-- Several times over the last couple of months I have thoroughly inspected the areas of the usual seals: dizzy o-ring, front crank and cam seals, valve cover gasket, upper and lower spark plug tube gaskets, oil pan gasket, rear engine seal. No leaks in these places that I can see.
-- Replaced PCV valve a month ago. No change.
-- Coolant level is steady; no signs of a head gasket breach.
-- Runs superbly, otherwise. 42 mpg averaged over 24 tanks of gas since March. I wonder whether the oil burning has upped the MPG a bit.
-- Inspected the spark plugs. They do not have black oil residue on them but all four are an odd, textured color of brown and not the usual properly combusting spark plug color.
-- Replaced valve stem seals a week ago.
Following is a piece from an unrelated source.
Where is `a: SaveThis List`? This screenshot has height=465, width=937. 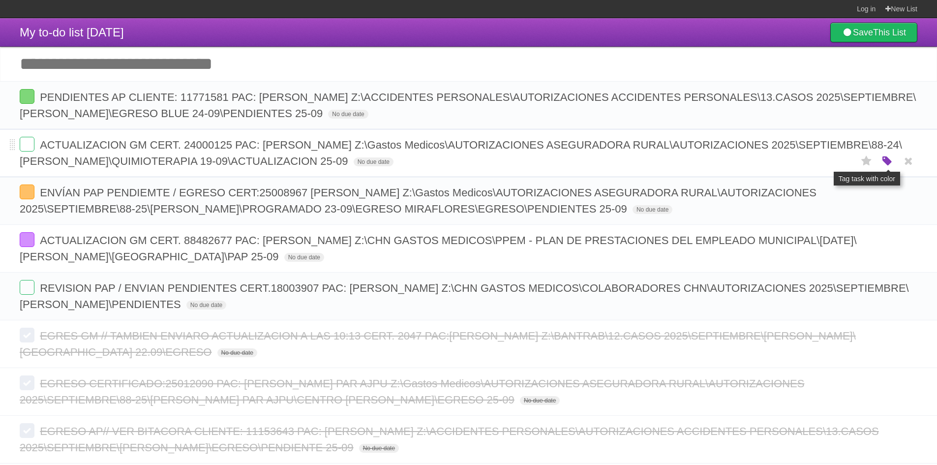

Still consuming oil. Thought it might be the valve stem seals especially because driving down a mountain using much engine braking yielded a report from buddies that smoke was blowing out of my exhaust. One buddy said it seemed blu-ish. Others were not sure.
-- Yesterday discovered the o-ring on the breather chamber had permatex ultra-gray or similar on it, apparently as a temporary fix. Also found oil residue beneath the hose connection to the breather chamber. I cleaned the chamber up and replaced the o-ring. I Hondabonded (I know, cheap) the grommet where the PCV valve hose connects to the breather chamber.
Questions:
- When an oil ring or the valve guides fails, is it usual for all of them to fail at about the same time, thus explaining why the spark plugs are all the same color? This does not pass my common sense test, but maybe experience is a better substitute for common sense..
- My theory with the breather chamber is that it was running at atmospheric pressure or so, and this may be higher than the usual pressure, meaning the PCV valve was open more often and wider yada than it should be. Comments?